On the question of an MFA, now being vigorously debated at Salon:
About six months ago I decided that I'd already had enough of working. I don't take well to offices with their regular hours, depressing furniture, endless low-level chatter and foggy atmosphere of I-hate-work-itude. I hate the way my brain whimpers with boredom while there, the degree of familiarity I have developed with celebrity blogs as a result, the half-hearted conversations about mortgages and fertility treatments. By 10 a.m. I miss my apartment and my cat and the world, more generally, while watching the specks walk by on the sidewalk.
So I said to myself, that's it, I'm applying for an MFA.
I should explain that I have a very heavy theatre habit (of the directing persuasion) that I indulge on the side of what some might call a very very grown-up job. Co-workers who learn of my other life tend to be awestruck, wondering how I find the time. I try not to remind them, because it might be insulting, that even the most dedicated professional tends to procrastinate, over-analyse, and otherwise waste time while at work. I keep the procrastinating to a minimum, I don't do face time, I don't care about advancement and I am out the door by 7 on any given weekday while my colleagues are just getting their day started. Every once in awhile the competitive side of my conscience twinges when I leave my officemate to another evening full of research and menial tasks. But without my two-facedness, I think I would have committed suicide long ago. (I do still harbour fantasies of slicing arteries in one of my bosses' offices, leaving as a suicide note, "Please consider this a token of my dedication to [the firm].")
(Another reason I've time for it is that my brain is hard-wired not to sleep before three a.m. on any given evening, no matter the events it followed or those to occur in the morning.)
I've never had any idea if my directing is any good. My friends say so, but they are bound by the code of good manners to purport sincerity in their affirmations. My acquaintances say so too, but I can't help but wonder how much theater they even watch, other than mine. I've always wanted to put my shows in front of someone, anyone, Brantley, Mendes, Peter Brook, anyone who could tell me that I'm on the right track. (And then, by a wild stroke of luck, I imagined I might make it to Broadway.)
So I went out and called the best people I could think of to write me theatrical recommendation letters. I pulled together transcripts and wrote personal statements and made DVD copies of the one show I had on film - it was a pathetic sample, nothing I was even remotely but it would have to do. I read tomes and tomes of theory - including one horrible volume called Theatre/Theory/Theatre. I wanted to sound smart and knowledgeable despite a near-total lack of prior training in the arts. I started reading Chekhov, Ibsen, anything that would make me sound like I knew what I was doing.
Put simply, I began to treat my craft not as a craft, but more like a sorority to which I was pledging. Dress like them, look like them, talk like them and you will be accepted. You will get the magical letters next to your name in the book. The Keepers of Track will know who you are and you will get written up on the marquee and in the Times and suddenly you too will not have to get up in the morning in your fifth floor walkup, but will live in that doorman building in the Village you've been eyeing and all your friends will be "artists" and you can forget all the others.
This is the promise that MFAs hold out. Of the two schools I actually managed to apply to, I've been rejected. The other remains silent.
While I was preparing those applications, I got involved in a number of projects. I've gotten three shows through rehearsal. They are all going up in the next two weeks. Almost nothing I wrote on any application, nothing I read to prepare, nothing I could hear or say or pantomime would ever compare to the experience of sitting in a room with people who have to make a text speak to someone, and who are expecting you to show them how to do so. I imagine the analogy holds for writing, for painting, for sculpting.
I know this sounds self-serving because of the rejection. But I thought there might be something to it that by the time I got the letter I hardly even noticed. I picked the letter out of the box. I felt the thinness of the envelope. I ripped it open, read it, frowned to myself. Then I shoved it in my pocket and went on upstairs, where a sheaf of script notes, a hurriedly eaten supper and a long phone conversation with an actress awaited me.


Copy exactly the lines of the records below, and only those lines, beginning with the line that contains "This screenshot has width=1175, height=521." and ending with the line that contains "Task: Click on the a: Pricing".

▶ Source information:
• • •

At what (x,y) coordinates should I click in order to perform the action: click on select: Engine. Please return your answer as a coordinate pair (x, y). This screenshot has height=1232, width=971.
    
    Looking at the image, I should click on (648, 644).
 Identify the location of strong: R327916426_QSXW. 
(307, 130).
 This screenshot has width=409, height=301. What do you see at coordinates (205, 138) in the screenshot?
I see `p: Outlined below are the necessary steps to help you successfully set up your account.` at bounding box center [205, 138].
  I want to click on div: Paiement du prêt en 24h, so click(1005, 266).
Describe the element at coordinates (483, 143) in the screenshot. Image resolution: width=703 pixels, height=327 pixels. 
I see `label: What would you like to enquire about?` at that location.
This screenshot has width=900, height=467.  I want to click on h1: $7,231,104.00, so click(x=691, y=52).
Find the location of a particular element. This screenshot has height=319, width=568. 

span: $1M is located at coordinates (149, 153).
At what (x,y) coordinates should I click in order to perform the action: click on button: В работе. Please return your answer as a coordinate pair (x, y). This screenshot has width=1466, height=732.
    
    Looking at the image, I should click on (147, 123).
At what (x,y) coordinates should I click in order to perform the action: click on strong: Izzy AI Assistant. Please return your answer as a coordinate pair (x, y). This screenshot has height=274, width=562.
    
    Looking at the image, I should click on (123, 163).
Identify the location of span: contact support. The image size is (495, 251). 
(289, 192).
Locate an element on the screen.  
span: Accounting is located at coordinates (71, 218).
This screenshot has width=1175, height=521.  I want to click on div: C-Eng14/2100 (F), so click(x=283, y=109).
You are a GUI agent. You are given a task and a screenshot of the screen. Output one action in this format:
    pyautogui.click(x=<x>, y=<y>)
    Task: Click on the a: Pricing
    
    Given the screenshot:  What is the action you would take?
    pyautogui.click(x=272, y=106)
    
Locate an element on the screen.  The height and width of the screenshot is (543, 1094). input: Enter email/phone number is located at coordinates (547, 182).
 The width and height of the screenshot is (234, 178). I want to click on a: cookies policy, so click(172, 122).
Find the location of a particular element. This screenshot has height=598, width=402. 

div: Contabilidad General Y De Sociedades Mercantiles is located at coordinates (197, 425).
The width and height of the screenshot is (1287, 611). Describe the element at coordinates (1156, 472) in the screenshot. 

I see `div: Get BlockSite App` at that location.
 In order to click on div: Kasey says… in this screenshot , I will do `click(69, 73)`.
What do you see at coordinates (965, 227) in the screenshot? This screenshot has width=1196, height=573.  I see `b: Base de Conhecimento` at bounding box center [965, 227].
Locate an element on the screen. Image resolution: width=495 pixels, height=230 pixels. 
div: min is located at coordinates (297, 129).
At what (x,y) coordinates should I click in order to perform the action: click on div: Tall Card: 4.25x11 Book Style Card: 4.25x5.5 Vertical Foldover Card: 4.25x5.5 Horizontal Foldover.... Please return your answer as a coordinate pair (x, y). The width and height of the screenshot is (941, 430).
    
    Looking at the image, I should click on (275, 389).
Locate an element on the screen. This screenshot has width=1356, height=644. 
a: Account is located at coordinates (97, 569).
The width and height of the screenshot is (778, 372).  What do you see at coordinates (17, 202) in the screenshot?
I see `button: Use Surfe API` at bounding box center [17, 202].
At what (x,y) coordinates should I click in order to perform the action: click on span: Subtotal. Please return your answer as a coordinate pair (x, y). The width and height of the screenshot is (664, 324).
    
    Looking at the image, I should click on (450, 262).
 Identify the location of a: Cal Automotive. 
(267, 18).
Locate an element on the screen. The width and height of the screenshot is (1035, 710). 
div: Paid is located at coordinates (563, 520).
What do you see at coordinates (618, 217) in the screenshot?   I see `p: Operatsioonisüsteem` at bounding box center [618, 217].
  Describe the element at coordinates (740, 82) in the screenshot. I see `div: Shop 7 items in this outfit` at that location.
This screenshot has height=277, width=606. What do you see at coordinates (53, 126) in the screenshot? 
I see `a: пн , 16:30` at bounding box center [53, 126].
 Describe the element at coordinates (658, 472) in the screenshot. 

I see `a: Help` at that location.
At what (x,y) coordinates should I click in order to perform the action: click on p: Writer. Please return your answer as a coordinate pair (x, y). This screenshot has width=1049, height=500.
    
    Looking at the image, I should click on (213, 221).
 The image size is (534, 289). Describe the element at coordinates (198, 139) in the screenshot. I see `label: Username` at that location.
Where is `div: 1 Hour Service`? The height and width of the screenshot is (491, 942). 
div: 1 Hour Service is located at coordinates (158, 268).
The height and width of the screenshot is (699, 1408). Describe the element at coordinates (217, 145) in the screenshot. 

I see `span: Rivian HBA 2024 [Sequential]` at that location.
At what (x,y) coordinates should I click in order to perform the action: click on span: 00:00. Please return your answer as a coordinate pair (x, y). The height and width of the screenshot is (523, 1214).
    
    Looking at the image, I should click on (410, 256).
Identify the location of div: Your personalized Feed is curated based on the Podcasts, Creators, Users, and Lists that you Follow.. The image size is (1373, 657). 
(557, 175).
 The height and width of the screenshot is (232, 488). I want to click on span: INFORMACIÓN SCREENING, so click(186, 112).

• • •

▶ Response below:
This screenshot has width=1175, height=521.  I want to click on div: C-Eng14/2100 (F), so click(x=283, y=109).
You are a GUI agent. You are given a task and a screenshot of the screen. Output one action in this format:
    pyautogui.click(x=<x>, y=<y>)
    Task: Click on the a: Pricing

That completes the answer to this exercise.